The National Association of Christian Lawmakers also strategized recently on how to stop women from leaving pro-life states for those with liberal abortion policies. States like Illinois are expected to see women coming from Michigan, Ohio, and Indiana, for example.

State Rep. Mary Elizabeth Coleman proposed a bill in Missouri in 2021 to allow citizens to sue people facilitating an abortion. The legislation would empower citizens rather than the state to sue abortionists and anyone else, other than the mother, who facilitates an abortion of a baby with a detectable heartbeat.

Planned Parenthood opened an abortion facility in Illinois in 2019 in anticipation of the sole location in St. Louis closing.

READ: North Carolina gov. signs order protecting abortion ‘rights’ following Roe reversal

The Washington Post noted that liberal states have implemented laws to attempt to stop prosecution of people who aid and abet in abortions.

“Connecticut passed a law in April that offers broad protections from antiabortion laws that try to reach into other states,” the paper reported. “The measure would shield people from out-of-state summonses or subpoenas issued in cases related to abortion procedures that are legal in Connecticut.”

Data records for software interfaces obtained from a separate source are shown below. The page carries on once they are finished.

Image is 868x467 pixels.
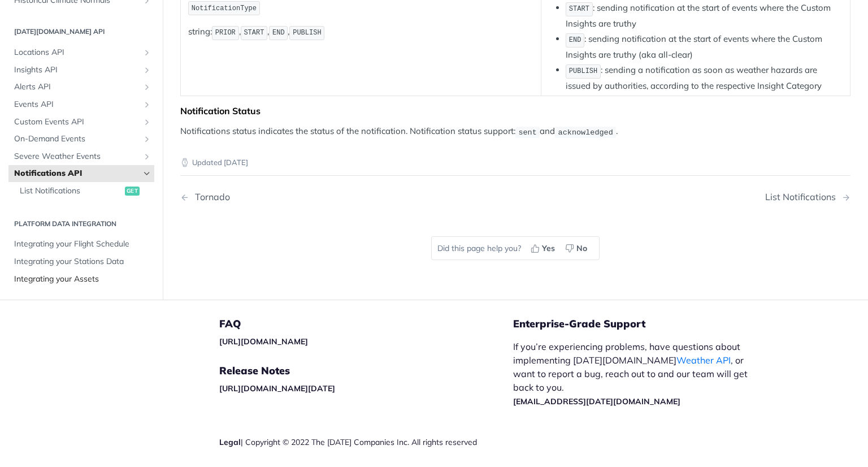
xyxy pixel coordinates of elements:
[142,83,152,93] button: Show subpages for Alerts API
[219,438,241,448] a: Legal
[513,397,681,407] a: [EMAIL_ADDRESS][DATE][DOMAIN_NAME]
[15,134,139,145] span: On-Demand Events
[189,192,230,203] div: Tornado
[192,5,256,13] span: NotificationType
[558,128,614,136] span: acknowledged
[543,243,555,254] span: Yes
[432,237,600,260] div: Did this page help you?
[766,192,842,203] div: List Notifications
[9,97,154,113] a: Events APIShow subpages for Events API
[15,64,139,76] span: Insights API
[569,67,597,75] span: PUBLISH
[15,240,152,251] span: Integrating your Flight Schedule
[518,128,537,136] span: sent
[142,118,152,127] button: Show subpages for Custom Events API
[9,219,154,229] h2: Platform DATA integration
[219,437,513,448] div: | Copyright © 2022 The [DATE] Companies Inc. All rights reserved
[527,240,561,256] button: Yes
[566,32,843,61] li: : sending notification at the start of events where the Custom Insights are truthy (aka all-clear)
[142,135,152,143] button: Show subpages for On-Demand Events
[125,187,139,196] span: get
[15,182,154,200] a: List Notificationsget
[15,256,152,268] span: Integrating your Stations Data
[180,157,850,169] p: Updated [DATE]
[9,114,154,131] a: Custom Events APIShow subpages for Custom Events API
[9,237,154,253] a: Integrating your Flight Schedule
[15,151,139,163] span: Severe Weather Events
[219,336,308,347] a: [URL][DOMAIN_NAME]
[9,271,154,288] a: Integrating your Assets
[15,117,139,128] span: Custom Events API
[244,29,264,37] span: START
[180,105,850,117] div: Notification Status
[15,82,139,94] span: Alerts API
[219,318,513,331] h5: FAQ
[577,243,587,254] span: No
[15,274,152,286] span: Integrating your Assets
[566,1,843,30] li: : sending notification at the start of events where the Custom Insights are truthy
[569,5,589,13] span: START
[180,180,850,214] nav: Pagination Controls
[677,355,731,367] a: Weather API
[561,240,593,256] button: No
[19,185,122,197] span: List Notifications
[766,192,850,203] a: Next Page: List Notifications
[9,79,154,97] a: Alerts APIShow subpages for Alerts API
[9,253,154,270] a: Integrating your Stations Data
[142,65,152,75] button: Show subpages for Insights API
[9,166,154,182] a: Notifications APIHide subpages for Notifications API
[188,25,534,41] p: string: , , ,
[142,152,152,161] button: Show subpages for Severe Weather Events
[9,27,154,37] h2: [DATE][DOMAIN_NAME] API
[180,192,468,203] a: Previous Page: Tornado
[219,365,513,378] h5: Release Notes
[215,29,236,37] span: PRIOR
[15,48,139,58] span: Locations API
[142,100,152,109] button: Show subpages for Events API
[180,125,850,138] p: Notifications status indicates the status of the notification. Notification status support: and .
[293,29,321,37] span: PUBLISH
[9,61,154,79] a: Insights APIShow subpages for Insights API
[15,169,139,180] span: Notifications API
[513,318,778,331] h5: Enterprise-Grade Support
[142,49,152,58] button: Show subpages for Locations API
[9,131,154,147] a: On-Demand EventsShow subpages for On-Demand Events
[219,384,335,394] a: [URL][DOMAIN_NAME][DATE]
[273,29,285,37] span: END
[569,36,582,44] span: END
[566,63,843,93] li: : sending a notification as soon as weather hazards are issued by authorities, according to the r...
[142,170,152,178] button: Hide subpages for Notifications API
[9,45,154,61] a: Locations APIShow subpages for Locations API
[513,340,760,408] p: If you’re experiencing problems, have questions about implementing [DATE][DOMAIN_NAME] , or want ...
[15,99,139,110] span: Events API
[9,148,154,165] a: Severe Weather EventsShow subpages for Severe Weather Events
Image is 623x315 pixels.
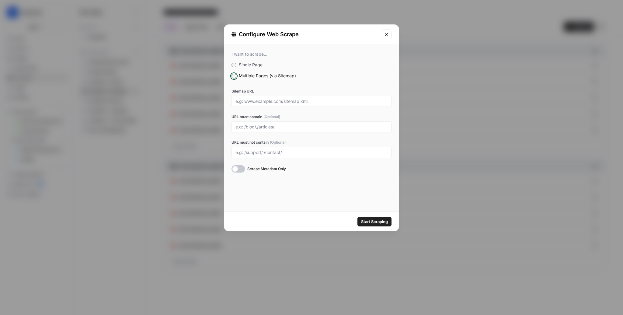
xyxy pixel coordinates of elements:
div: Configure Web Scrape [232,30,378,39]
input: Single Page [232,63,237,68]
label: Sitemap URL [232,89,392,94]
span: (Optional) [270,140,287,145]
input: e.g: /support/,/contact/ [236,150,388,155]
span: Multiple Pages (via Sitemap) [239,73,296,78]
span: Scrape Metadata Only [247,166,286,172]
label: URL must contain [232,114,392,120]
label: URL must not contain [232,140,392,145]
input: Multiple Pages (via Sitemap) [232,74,237,79]
div: I want to scrape... [232,51,392,57]
input: e.g: /blog/,/articles/ [236,124,388,130]
input: e.g: www.example.com/sitemap.xml [236,99,388,104]
span: Start Scraping [361,219,388,225]
button: Close modal [382,30,392,39]
span: (Optional) [264,114,280,120]
button: Start Scraping [358,217,392,226]
span: Single Page [239,62,263,67]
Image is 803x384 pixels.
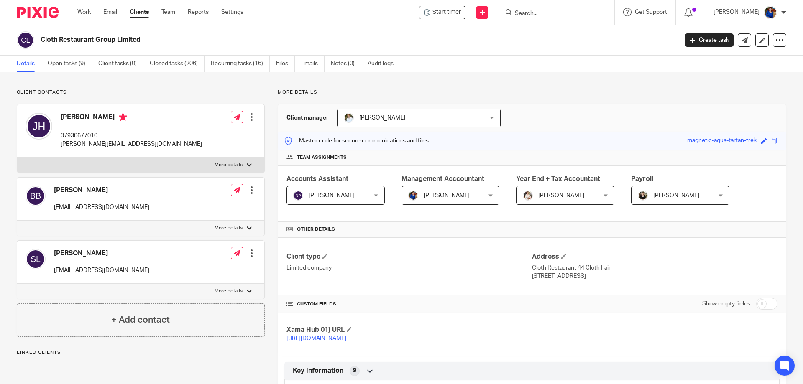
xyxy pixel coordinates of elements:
a: Settings [221,8,243,16]
a: Notes (0) [331,56,361,72]
span: 9 [353,367,356,375]
span: Start timer [432,8,461,17]
a: Open tasks (9) [48,56,92,72]
img: svg%3E [26,249,46,269]
p: [PERSON_NAME] [713,8,759,16]
p: Client contacts [17,89,265,96]
img: Kayleigh%20Henson.jpeg [523,191,533,201]
p: Cloth Restaurant 44 Cloth Fair [532,264,777,272]
label: Show empty fields [702,300,750,308]
h4: [PERSON_NAME] [54,186,149,195]
a: Create task [685,33,733,47]
span: Other details [297,226,335,233]
h4: [PERSON_NAME] [54,249,149,258]
h4: + Add contact [111,314,170,327]
h4: Xama Hub 01) URL [286,326,532,334]
div: magnetic-aqua-tartan-trek [687,136,756,146]
p: More details [214,288,242,295]
span: [PERSON_NAME] [359,115,405,121]
p: [STREET_ADDRESS] [532,272,777,281]
span: Year End + Tax Accountant [516,176,600,182]
span: Payroll [631,176,653,182]
span: Get Support [635,9,667,15]
span: Management Acccountant [401,176,484,182]
p: More details [278,89,786,96]
p: [EMAIL_ADDRESS][DOMAIN_NAME] [54,266,149,275]
span: Team assignments [297,154,347,161]
p: More details [214,225,242,232]
img: Nicole.jpeg [408,191,418,201]
a: Client tasks (0) [98,56,143,72]
p: 07930677010 [61,132,202,140]
img: svg%3E [26,186,46,206]
a: Team [161,8,175,16]
a: Work [77,8,91,16]
p: [PERSON_NAME][EMAIL_ADDRESS][DOMAIN_NAME] [61,140,202,148]
div: Cloth Restaurant Group Limited [419,6,465,19]
a: Files [276,56,295,72]
i: Primary [119,113,127,121]
p: Limited company [286,264,532,272]
a: Email [103,8,117,16]
input: Search [514,10,589,18]
span: [PERSON_NAME] [653,193,699,199]
img: Helen%20Campbell.jpeg [638,191,648,201]
h4: Client type [286,253,532,261]
h4: Address [532,253,777,261]
img: svg%3E [17,31,34,49]
a: Reports [188,8,209,16]
span: [PERSON_NAME] [538,193,584,199]
span: [PERSON_NAME] [309,193,355,199]
h3: Client manager [286,114,329,122]
p: More details [214,162,242,168]
h4: [PERSON_NAME] [61,113,202,123]
a: Clients [130,8,149,16]
a: Emails [301,56,324,72]
p: Master code for secure communications and files [284,137,429,145]
span: [PERSON_NAME] [424,193,470,199]
img: Nicole.jpeg [763,6,777,19]
a: Recurring tasks (16) [211,56,270,72]
img: sarah-royle.jpg [344,113,354,123]
img: svg%3E [293,191,303,201]
a: [URL][DOMAIN_NAME] [286,336,346,342]
a: Audit logs [367,56,400,72]
img: Pixie [17,7,59,18]
p: [EMAIL_ADDRESS][DOMAIN_NAME] [54,203,149,212]
p: Linked clients [17,350,265,356]
span: Key Information [293,367,343,375]
span: Accounts Assistant [286,176,348,182]
h2: Cloth Restaurant Group Limited [41,36,546,44]
a: Closed tasks (206) [150,56,204,72]
h4: CUSTOM FIELDS [286,301,532,308]
a: Details [17,56,41,72]
img: svg%3E [26,113,52,140]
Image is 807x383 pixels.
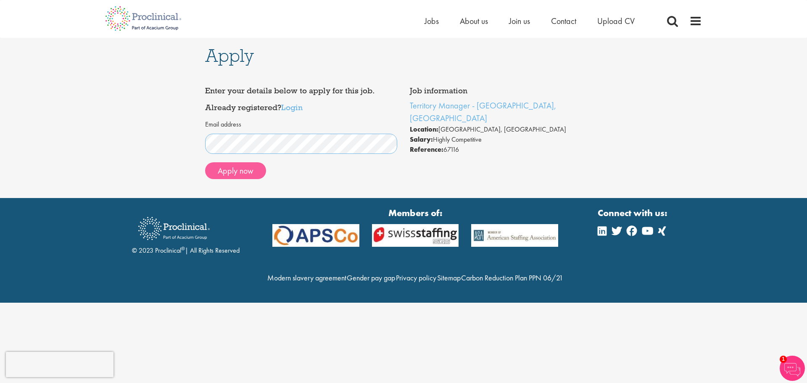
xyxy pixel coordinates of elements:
div: © 2023 Proclinical | All Rights Reserved [132,211,240,256]
h4: Enter your details below to apply for this job. Already registered? [205,87,398,111]
a: Gender pay gap [347,273,395,282]
strong: Location: [410,125,438,134]
a: Carbon Reduction Plan PPN 06/21 [461,273,563,282]
span: Apply [205,44,254,67]
button: Apply now [205,162,266,179]
a: Join us [509,16,530,26]
li: 67116 [410,145,602,155]
a: Upload CV [597,16,635,26]
a: Sitemap [437,273,461,282]
a: Jobs [424,16,439,26]
strong: Connect with us: [598,206,669,219]
a: About us [460,16,488,26]
sup: ® [181,245,185,252]
img: Proclinical Recruitment [132,211,216,246]
li: [GEOGRAPHIC_DATA], [GEOGRAPHIC_DATA] [410,124,602,134]
strong: Members of: [272,206,558,219]
a: Login [281,102,303,112]
span: 1 [780,356,787,363]
img: APSCo [266,224,366,247]
h4: Job information [410,87,602,95]
img: APSCo [366,224,465,247]
img: Chatbot [780,356,805,381]
strong: Salary: [410,135,433,144]
li: Highly Competitive [410,134,602,145]
a: Territory Manager - [GEOGRAPHIC_DATA], [GEOGRAPHIC_DATA] [410,100,556,124]
img: APSCo [465,224,564,247]
a: Modern slavery agreement [267,273,346,282]
strong: Reference: [410,145,443,154]
iframe: reCAPTCHA [6,352,113,377]
a: Contact [551,16,576,26]
label: Email address [205,120,241,129]
a: Privacy policy [396,273,436,282]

“And it would prevent Connecticut authorities from adhering to another state’s request to investigate or punish anyone involved in facilitating a legal abortion in Connecticut,” the newspaper reported.

New Mexico’s Governor Michele Lujan Grisham also ordered government agencies not to assist in the prosecution of abortionists who illegally killed babies in other states.

Wisconsin Governor Tony Evers said he would provide “clemency” for anyone for participating in an abortion, which is now illegal in the state due to a pre-Roe ban.